“And I'm very proud of my small foot, watch-dog,” said Peg, a smile struggling with the lines of pain which pinched the corners of her mouth. “Yes, I am proud of my small foot. Why not? It came to me from that same wareroom of nature where you got your great heart and that arm of might, and where the good General found his honesty and his courage. I've as much right to be proud of my foot as you folk of those attributes of excellence I've named.”

Peg was striving to laugh down her pain with these compliments for her foot; I could tell, moreover, that she was a far cry from success, for her pretty argument ended in a halfsob as a pang more than commonly severe crushed her poor ankle in its vise.

Gently I chafed Peg's foot; and while that would do little good, it served to soothe and modify the instant agony. Meanwhile I told her how I would carry her home in my arms so soon as the first grief of the sprain was chafed away.

“Carry me in your arms!” cried Peg.

“What else?” said I. “You can't walk.”

So, then, Peg made no more demur; and presently, when her foot was well enough, I lifted her and started through the woods. It would be no more than just carrying a child; and since Peg put her arm about my neck, and helped to keep her place, my own arms even failed of the full burden of her. It was an easy task at any rate, and if you will be told it, a sweet task, too; this walk with Peg held close, and her hair, which had been caught up with a comb, to fall down and sweep across my throat and face. I could taste a fragrance in that hair like a breath from the Isles of Spice—a perfume that fair set my bosom in a flame.

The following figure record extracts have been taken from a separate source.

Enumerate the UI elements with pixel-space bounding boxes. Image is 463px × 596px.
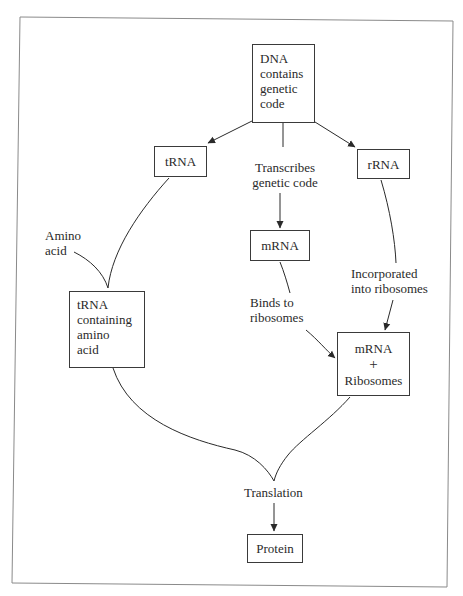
node-dna-line: DNA [260,51,308,66]
label-translation: Translation [244,485,303,500]
edge-rrna-incorporated [381,180,396,263]
label-binds-line: ribosomes [250,310,303,325]
edge-trna-amino-translation [113,368,274,481]
node-protein-label: Protein [256,541,294,556]
label-amino-acid-line: Amino [45,228,81,243]
node-trna-amino-line: amino [77,327,138,342]
edge-trna-trna-amino [108,178,169,288]
node-mrna-ribosomes-line: Ribosomes [338,373,409,388]
node-dna-line: code [260,96,308,111]
node-trna-amino-line: containing [77,312,138,327]
label-transcribes-line: genetic code [246,175,324,190]
label-transcribes: Transcribes genetic code [246,160,324,190]
node-protein: Protein [247,534,303,563]
edge-binds-mrna-ribosomes [306,330,335,358]
label-amino-acid: Amino acid [45,228,81,258]
label-amino-acid-line: acid [45,243,81,258]
label-incorporated-line: into ribosomes [351,281,428,296]
node-rrna-label: rRNA [368,157,400,172]
edge-mrna-binds [280,262,290,293]
edge-mrna-ribosomes-translation [274,397,350,481]
node-mrna: mRNA [250,230,310,261]
label-incorporated-line: Incorporated [351,266,428,281]
edge-dna-trna [208,121,252,143]
node-dna-line: genetic [260,81,308,96]
label-incorporated: Incorporated into ribosomes [351,266,428,296]
node-trna-amino-line: tRNA [77,297,138,312]
label-binds: Binds to ribosomes [250,295,303,325]
node-trna-amino-line: acid [77,342,138,357]
label-translation-line: Translation [244,485,303,500]
node-rrna: rRNA [357,149,410,179]
node-trna-label: tRNA [165,154,196,169]
label-binds-line: Binds to [250,295,303,310]
node-dna-line: contains [260,66,308,81]
edge-dna-rrna [315,122,355,147]
edge-incorporated-mrna-ribosomes [385,300,393,330]
node-dna: DNA contains genetic code [252,44,315,123]
node-mrna-ribosomes: mRNA + Ribosomes [337,332,410,396]
node-mrna-ribosomes-line: + [338,356,409,373]
node-mrna-label: mRNA [261,238,299,253]
label-transcribes-line: Transcribes [246,160,324,175]
node-trna: tRNA [154,146,207,177]
node-mrna-ribosomes-line: mRNA [338,341,409,356]
node-trna-amino-acid: tRNA containing amino acid [69,291,145,368]
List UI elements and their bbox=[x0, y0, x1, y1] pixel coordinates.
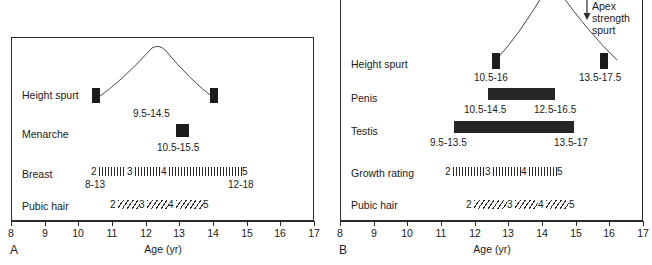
panel-b-tick-mark-16 bbox=[609, 221, 610, 226]
growth-rating-stage-4-b: 4 bbox=[521, 166, 527, 177]
height-spurt-offset-marker-a bbox=[210, 88, 218, 103]
apex-strength-spurt-line1: Apex bbox=[592, 1, 616, 13]
pubic-hair-segment-4-to-5-a bbox=[176, 200, 204, 209]
height-spurt-right-range-label-b: 13.5-17.5 bbox=[579, 72, 621, 83]
breast-stage-2-a: 2 bbox=[91, 166, 97, 177]
row-label-height-spurt-a: Height spurt bbox=[22, 89, 79, 101]
testis-right-range-label-b: 13.5-17 bbox=[554, 137, 588, 148]
breast-stage-5-a: 5 bbox=[242, 166, 248, 177]
row-label-menarche-a: Menarche bbox=[22, 128, 69, 140]
panel-b-tick-mark-13 bbox=[508, 221, 509, 226]
pubic-hair-segment-2-to-3-a bbox=[118, 200, 140, 209]
panel-a-tick-mark-17 bbox=[314, 221, 315, 226]
panel-a-axis-title: Age (yr) bbox=[103, 243, 223, 255]
pubic-hair-segment-4-to-5-b bbox=[546, 200, 569, 209]
penis-development-bar-b bbox=[488, 88, 555, 100]
panel-b-tick-mark-10 bbox=[407, 221, 408, 226]
panel-b-tick-label-15: 15 bbox=[564, 227, 588, 239]
breast-left-range-label-a: 8-13 bbox=[85, 179, 105, 190]
penis-left-range-label-b: 10.5-14.5 bbox=[464, 104, 506, 115]
pubic-hair-stage-4-a: 4 bbox=[168, 199, 174, 210]
height-spurt-offset-marker-b bbox=[600, 53, 608, 69]
pubic-hair-stage-2-b: 2 bbox=[466, 199, 472, 210]
panel-b-male: Apex strength spurt Height spurt 10.5-16… bbox=[326, 0, 652, 265]
pubic-hair-segment-3-to-4-a bbox=[147, 200, 169, 209]
apex-strength-spurt-line3: spurt bbox=[592, 25, 615, 37]
pubic-hair-segment-2-to-3-b bbox=[474, 200, 507, 209]
panel-b-tick-label-16: 16 bbox=[597, 227, 621, 239]
panel-a-tick-mark-12 bbox=[146, 221, 147, 226]
panel-a-letter: A bbox=[10, 243, 18, 257]
panel-b-tick-mark-9 bbox=[374, 221, 375, 226]
panel-b-tick-label-8: 8 bbox=[328, 227, 352, 239]
apex-strength-spurt-line2: strength bbox=[592, 13, 630, 25]
growth-rating-segment-2-to-3-b bbox=[453, 167, 485, 176]
pubic-hair-stage-2-a: 2 bbox=[110, 199, 116, 210]
panel-b-tick-label-9: 9 bbox=[362, 227, 386, 239]
breast-stage-4-a: 4 bbox=[161, 166, 167, 177]
height-spurt-range-label-a: 9.5-14.5 bbox=[133, 108, 170, 119]
pubic-hair-stage-4-b: 4 bbox=[538, 199, 544, 210]
pubic-hair-stage-5-b: 5 bbox=[569, 199, 575, 210]
panel-a-tick-label-13: 13 bbox=[167, 227, 191, 239]
panel-a-tick-label-14: 14 bbox=[201, 227, 225, 239]
panel-a-female: Height spurt 9.5-14.5 Menarche 10.5-15.5… bbox=[0, 0, 326, 265]
panel-b-tick-label-12: 12 bbox=[463, 227, 487, 239]
panel-b-tick-mark-12 bbox=[475, 221, 476, 226]
panel-a-tick-label-11: 11 bbox=[100, 227, 124, 239]
panel-a-tick-mark-10 bbox=[78, 221, 79, 226]
row-label-pubic-hair-a: Pubic hair bbox=[22, 200, 69, 212]
panel-a-tick-label-12: 12 bbox=[134, 227, 158, 239]
breast-right-range-label-a: 12-18 bbox=[228, 179, 254, 190]
panel-a-tick-mark-16 bbox=[280, 221, 281, 226]
panel-a-tick-label-16: 16 bbox=[268, 227, 292, 239]
panel-a-tick-label-9: 9 bbox=[33, 227, 57, 239]
growth-rating-stage-5-b: 5 bbox=[557, 166, 563, 177]
height-spurt-onset-marker-b bbox=[492, 53, 500, 69]
panel-a-tick-mark-9 bbox=[45, 221, 46, 226]
menarche-marker-a bbox=[176, 124, 189, 137]
panel-a-tick-mark-8 bbox=[11, 221, 12, 226]
panel-a-tick-mark-15 bbox=[247, 221, 248, 226]
panel-a-tick-label-15: 15 bbox=[235, 227, 259, 239]
panel-b-tick-mark-17 bbox=[643, 221, 644, 226]
row-label-height-spurt-b: Height spurt bbox=[351, 58, 408, 70]
row-label-testis-b: Testis bbox=[351, 125, 378, 137]
menarche-range-label-a: 10.5-15.5 bbox=[157, 142, 199, 153]
puberty-development-figure: Height spurt 9.5-14.5 Menarche 10.5-15.5… bbox=[0, 0, 652, 265]
panel-b-tick-mark-8 bbox=[340, 221, 341, 226]
row-label-pubic-hair-b: Pubic hair bbox=[351, 199, 398, 211]
growth-rating-segment-4-to-5-b bbox=[529, 167, 557, 176]
panel-b-letter: B bbox=[339, 243, 347, 257]
height-spurt-left-range-label-b: 10.5-16 bbox=[474, 72, 508, 83]
row-label-penis-b: Penis bbox=[351, 92, 377, 104]
panel-b-tick-label-14: 14 bbox=[530, 227, 554, 239]
panel-b-axis-title: Age (yr) bbox=[432, 243, 552, 255]
panel-b-tick-mark-14 bbox=[542, 221, 543, 226]
panel-a-tick-label-8: 8 bbox=[0, 227, 23, 239]
panel-a-tick-label-17: 17 bbox=[302, 227, 326, 239]
breast-segment-3-to-4-a bbox=[135, 167, 160, 176]
pubic-hair-stage-3-b: 3 bbox=[507, 199, 513, 210]
penis-right-range-label-b: 12.5-16.5 bbox=[534, 104, 576, 115]
pubic-hair-stage-3-a: 3 bbox=[139, 199, 145, 210]
panel-b-tick-label-10: 10 bbox=[395, 227, 419, 239]
panel-a-tick-mark-13 bbox=[179, 221, 180, 226]
growth-rating-segment-3-to-4-b bbox=[493, 167, 521, 176]
pubic-hair-stage-5-a: 5 bbox=[203, 199, 209, 210]
panel-b-tick-mark-15 bbox=[576, 221, 577, 226]
row-label-growth-rating-b: Growth rating bbox=[351, 167, 414, 179]
growth-rating-stage-3-b: 3 bbox=[485, 166, 491, 177]
panel-b-tick-label-17: 17 bbox=[631, 227, 652, 239]
breast-segment-4-to-5-a bbox=[169, 167, 242, 176]
breast-segment-2-to-3-a bbox=[99, 167, 126, 176]
row-label-breast-a: Breast bbox=[22, 168, 52, 180]
height-spurt-onset-marker-a bbox=[92, 88, 100, 103]
panel-b-tick-mark-11 bbox=[441, 221, 442, 226]
growth-rating-stage-2-b: 2 bbox=[445, 166, 451, 177]
panel-b-tick-label-13: 13 bbox=[496, 227, 520, 239]
panel-a-tick-label-10: 10 bbox=[66, 227, 90, 239]
testis-left-range-label-b: 9.5-13.5 bbox=[430, 137, 467, 148]
panel-b-tick-label-11: 11 bbox=[429, 227, 453, 239]
testis-development-bar-b bbox=[454, 121, 574, 133]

It might have been the half of a mile that I carried Peg; however, I had no knowledge of it, whether for the distance or the time, but only of a bliss that was like a radiance, and a heart-willingness to go on and on and on to the world's end.

It was Peg herself who at last would bring me to my senses; for I was pressing forward as void of speculation as a drunken man to march through the crowded avenues of the town, Peg on my breast and my two arms holding her tight like a treasure.

“Put me down, watch-dog,” whispered Peg, for her mouth was at the very door of my ear, “put me down. I can stand well enough. Have me down, and let us wait here until we can call a carriage. It would be a perplexing sight to quiet folk were you to go striding through the streets with such a burden.”

With a sigh to end so dear a toil, I had Peg down carefully; and there she stood, and as she would say it, “like a chicken on one foot.” It fell our luck that one of those carriages of public livery, whereof there was plentiful store in the town, drove by about this time. I called to it, and placing Peg therein, soon had her at her own door.